11 Afghan landmine clearers abducted by unidentified kidnappers

KABUL, Afghanistan (AP) - Unidentified kidnappers have abducted 11 Afghans working in a United Nations-affiliated landmine clearing programme in the east of the country, officials said on Saturday.

The 11 were taken on Thursday in a remote part of Nangarhar province, said provincial police spokesman Hazrat Hussain Mashreqiwal. He did not name the abductors but said local officials and tribal elders were trying to negotiate the mine clearers' freedom.

According to the United Nations, there are an estimated 10 million mines scattered throughout 150 of Afghanistan's 400 districts, a legacy of 30 years of war. Children and farmers face the most serious threats from the discarded explosive devices.

On Friday, three children in central Ghazni province were killed when they tried to dismantle an old bomb.

Also on Saturday, a bomb killed an intelligence officer at his home in a remote northeastern corner of the country, officials said.

Mr Mohammed Zahir, spokesman for Nuristan's governor, said the province's deputy intelligence chief Faiz Mohammed was the only casualty. It wasn't immediately known how the bomb was detonated.

No one has claimed responsibility for the bombing but Taleban insurgents have been targeting US-backed government officials, calling them puppets and traitors.

Afghanistan's intelligence chief Asadullah Khalid was badly injured in a suicide bombing in Kabul in December. The Taleban took responsibility for that attack.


** Problem statement **
Copy each line below containing "Logo".

** Saved entries **

------------------------------------

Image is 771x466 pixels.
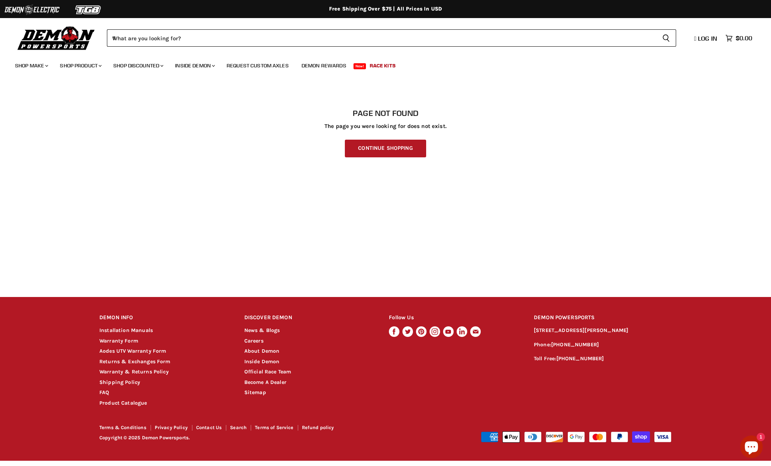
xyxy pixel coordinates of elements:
[99,123,672,130] p: The page you were looking for does not exist.
[244,379,287,386] a: Become A Dealer
[107,29,656,47] input: When autocomplete results are available use up and down arrows to review and enter to select
[99,338,138,344] a: Warranty Form
[302,425,334,430] a: Refund policy
[99,348,166,354] a: Aodes UTV Warranty Form
[221,58,294,73] a: Request Custom Axles
[230,425,247,430] a: Search
[99,435,386,441] p: Copyright © 2025 Demon Powersports.
[99,358,171,365] a: Returns & Exchanges Form
[534,355,672,363] p: Toll Free:
[244,309,375,327] h2: DISCOVER DEMON
[738,436,765,460] inbox-online-store-chat: Shopify online store chat
[99,389,109,396] a: FAQ
[296,58,352,73] a: Demon Rewards
[15,24,98,51] img: Demon Powersports
[244,348,280,354] a: About Demon
[691,35,722,42] a: Log in
[551,341,599,348] a: [PHONE_NUMBER]
[84,6,687,12] div: Free Shipping Over $75 | All Prices In USD
[534,326,672,335] p: [STREET_ADDRESS][PERSON_NAME]
[244,369,291,375] a: Official Race Team
[99,309,230,327] h2: DEMON INFO
[99,327,153,334] a: Installation Manuals
[99,425,386,433] nav: Footer
[244,327,280,334] a: News & Blogs
[698,35,717,42] span: Log in
[60,3,117,17] img: TGB Logo 2
[54,58,106,73] a: Shop Product
[244,358,280,365] a: Inside Demon
[9,58,53,73] a: Shop Make
[354,63,366,69] span: New!
[99,425,146,430] a: Terms & Conditions
[255,425,293,430] a: Terms of Service
[534,309,672,327] h2: DEMON POWERSPORTS
[345,140,426,157] a: Continue Shopping
[99,369,169,375] a: Warranty & Returns Policy
[244,389,266,396] a: Sitemap
[99,379,140,386] a: Shipping Policy
[389,309,520,327] h2: Follow Us
[9,55,750,73] ul: Main menu
[108,58,168,73] a: Shop Discounted
[196,425,222,430] a: Contact Us
[556,355,604,362] a: [PHONE_NUMBER]
[244,338,264,344] a: Careers
[722,33,756,44] a: $0.00
[364,58,401,73] a: Race Kits
[534,341,672,349] p: Phone:
[155,425,188,430] a: Privacy Policy
[656,29,676,47] button: Search
[99,109,672,118] h1: Page not found
[99,400,147,406] a: Product Catalogue
[169,58,220,73] a: Inside Demon
[736,35,752,42] span: $0.00
[4,3,60,17] img: Demon Electric Logo 2
[107,29,676,47] form: Product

------------------------------------

** Answer box **
[60,3,117,17] img: TGB Logo 2
[4,3,60,17] img: Demon Electric Logo 2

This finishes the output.